In the United States, fiscal dysfunction has become structural. The threat of a government shutdown is no longer rare—it is part of the system's functioning, manifesting in temporary measures. Since the early 1990s, Congress has shifted to temporary resolutions, and most government shutdowns over the past three decades have occurred during this period. For example, the 35-day shutdown in 2018-2019 and the record 43-day suspension from October 1 to November 12, 2025, during which nearly a million federal employees went without pay.
This cycle continues to gain momentum. In early 2026, lawmakers faced a new funding deadline amid unpassed bills. The situation was exacerbated by public discontent over law enforcement actions, signaling a breakdown of the social contract. As a result, there was a four-day government shutdown, exemplifying the new norm—instability and dependence on short-term conflicts.
Internal tensions only exacerbate an already fragile economic environment. Conflicts and political reactions to the actions of ICE (Immigration and Customs Enforcement) indicate a loss of state control and an increasing reliance on force to maintain power. Political legitimacy and financial authority are simultaneously eroding, albeit unevenly.
The final outcome of this dynamic is not hyperinflation but a slow devaluation of fiat money, obscured by statistical manipulations. While purchasing power declines, nominal stability is maintained. Society adapts to a deteriorating quality of life, and expectations are lowered. Emergency capitalism does not collapse suddenly; it gradually loses legitimacy, replacing active management with passive crisis management. By the time devaluation becomes evident, it will be irreversible, leaving no chance for redistribution.
Amid all this, a narrative about AI as the last great growth story unfolds, supporting high stock valuations. However, even insiders acknowledge that this is merely another financial bubble disguised as innovation. When high-profile figures warn of an inevitable correction, markets ignore these warnings. In reality, AI has become a liquidity sink that could sharply contract when funding falls, triggering a massive wave of devaluation.

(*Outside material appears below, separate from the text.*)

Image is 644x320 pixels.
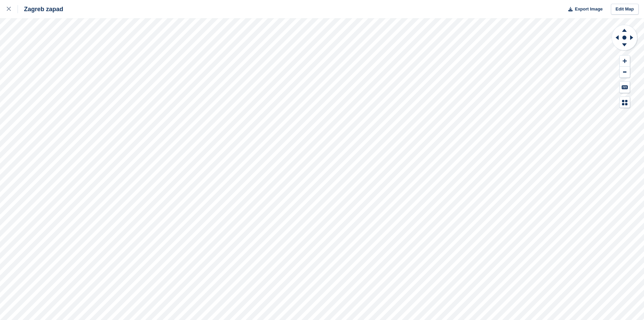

Ultimately, all these events create an extremely fragile architecture: central banks replace solvency with liquidity, governments exchange rhetoric for legitimacy, and markets trade leverage for growth. All these elements signal an impending crash. Dollars, euros, yen, and other currencies are involved in a slow process of re-evaluating trust. The real event is not a single crisis but a collapse of the coherence that supports this system. When trust collapses, do not expect a smooth rollback: it will crash onto the markets and society that have mistaken managed appearances for resilience. At that moment, familiar players will abandon the sinking ship. We stand at a crossroads, and if only we could see the forest for the trees.